Cannes Film Review: ‘A Yellow Bird’

A Yellow Bird” opens with a shot of a gloomy fellow, Siva, riding in a van. It will be a further hour into the film’s runtime before anyone laughs or smiles, and no wonder: The lives portrayed in this Singaporean debut by director K. Rajagopal are far from cosseted. Siva is an ex-con, recently released, whose wife has remarried in the interim. A charmless, sweaty and sombre man whose simmering temper is always ready to boil over, he works as a hired mourner in funeral processions — an ill-paid job for which his habitually morose facial expression makes him a good fit. “A Yellow Bird” is fairly convincing and feels authentic, but the film will not readily appeal to audiences who prefer a balance of light and shade.

Working from a script co-written with Jeremy Chua, Rajagopal’s gritty, realistic approach extends to the film’s depressingly accurate portrayal of sex work — a million miles removed from the enduring “Pretty Woman” fantasy. A first encounter between Siva (played by Sivakumar Palakrishnan) and sex worker Chen Chen (Huang Lu) is the first sign that he might have a softer side. When Chen Chen tells a verbally abusive man that she’d “rather f— a dog”, he physically attacks her; Siva steps in to defend her, after which Chen Chen invites him to be her bodyguard. Siva’s new place of work is hardly less depressing than working at funerals: an al fresco brothel in a forest, in whose grim makeshift tents random punters show up for $20 fellatio and $40 intercourse.

Part of the pair’s bond seems forged from common oppression. Chen Chen’s status as an illegal sex worker marks her as an outsider, as does Siva’s as both an ex-con and an ethnic minority amidst Singapore’s mostly Chinese population. Chen Chen is constantly addressed as “slut” while Siva’s ethnicity rarely passes without comment, whether it’s the aggressive epithet “black ghost” or the relatively mild “Indian”.

A false note in the otherwise relentless realism is arguably the fact that, apart from his estranged wife, women seem incredibly keen on Siva — despite his dour bearing, he is propositioned three times in the film, though only one of the encounters leads to anything. Possibly it’s an indictment of the other men available to these women that Siva might be considered a catch.

Despite content that could have been handled in an exploitative fashion, “A Yellow Bird” is largely restrained in terms of what we see, although the language is salty enough: Even before he starts his brothel-based job, Siva swears every other time he opens his mouth. The general pitch at which most lines are delivered can become tiring — there is an awful lot of shouting here. But of course it’s credible that people in these situations are fraught, frantic and at their wit’s end. What’s harder to believe is that audiences will be keen to spend time in this world. It’s a pretty tough sell, internationally, and perhaps in Singapore too.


▶ What you are asked to do: Copy each line below in which the string "Participate" appears.

▶ Records to use:
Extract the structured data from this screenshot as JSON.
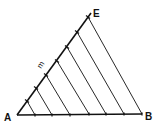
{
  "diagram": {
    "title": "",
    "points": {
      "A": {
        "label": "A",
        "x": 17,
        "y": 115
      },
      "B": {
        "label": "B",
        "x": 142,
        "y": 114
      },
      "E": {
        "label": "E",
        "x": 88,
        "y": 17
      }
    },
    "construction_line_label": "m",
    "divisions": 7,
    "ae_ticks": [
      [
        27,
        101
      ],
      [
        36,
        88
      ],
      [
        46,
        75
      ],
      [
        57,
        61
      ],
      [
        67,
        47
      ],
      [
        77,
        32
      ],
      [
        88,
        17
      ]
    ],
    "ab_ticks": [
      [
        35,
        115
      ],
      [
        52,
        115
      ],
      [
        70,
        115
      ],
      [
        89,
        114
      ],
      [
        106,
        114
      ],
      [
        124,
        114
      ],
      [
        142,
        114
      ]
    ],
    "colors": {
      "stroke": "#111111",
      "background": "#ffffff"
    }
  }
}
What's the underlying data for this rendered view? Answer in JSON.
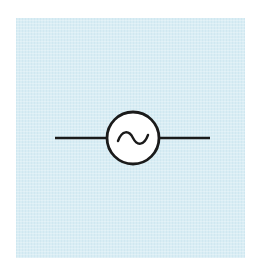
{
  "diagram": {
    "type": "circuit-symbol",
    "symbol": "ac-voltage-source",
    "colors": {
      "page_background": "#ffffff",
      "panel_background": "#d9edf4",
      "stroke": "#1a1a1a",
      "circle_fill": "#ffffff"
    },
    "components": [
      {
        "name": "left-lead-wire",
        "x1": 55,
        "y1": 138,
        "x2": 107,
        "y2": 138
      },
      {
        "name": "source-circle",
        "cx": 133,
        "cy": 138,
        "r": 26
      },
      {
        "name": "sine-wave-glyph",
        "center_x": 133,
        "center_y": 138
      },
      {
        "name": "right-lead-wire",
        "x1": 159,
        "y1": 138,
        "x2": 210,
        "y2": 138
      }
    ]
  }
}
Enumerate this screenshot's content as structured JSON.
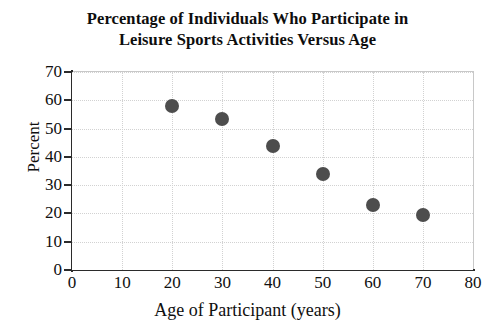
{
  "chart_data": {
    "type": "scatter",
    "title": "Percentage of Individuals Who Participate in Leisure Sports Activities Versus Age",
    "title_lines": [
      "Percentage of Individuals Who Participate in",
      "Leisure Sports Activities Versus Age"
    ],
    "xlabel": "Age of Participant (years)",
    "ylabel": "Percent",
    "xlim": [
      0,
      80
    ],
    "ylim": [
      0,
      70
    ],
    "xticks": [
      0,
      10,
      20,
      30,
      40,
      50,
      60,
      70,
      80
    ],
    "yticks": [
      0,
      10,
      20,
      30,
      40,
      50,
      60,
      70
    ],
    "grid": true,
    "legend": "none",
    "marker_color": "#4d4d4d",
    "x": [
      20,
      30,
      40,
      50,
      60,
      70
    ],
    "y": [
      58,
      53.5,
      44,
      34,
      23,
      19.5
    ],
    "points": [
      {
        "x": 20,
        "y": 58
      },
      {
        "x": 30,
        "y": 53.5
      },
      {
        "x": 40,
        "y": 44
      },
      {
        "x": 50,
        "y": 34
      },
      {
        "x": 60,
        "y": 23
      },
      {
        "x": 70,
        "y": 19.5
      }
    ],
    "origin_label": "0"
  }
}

▶ Response to this task:
    "title": "Percentage of Individuals Who Participate in Leisure Sports Activities Versus Age",
      "Percentage of Individuals Who Participate in",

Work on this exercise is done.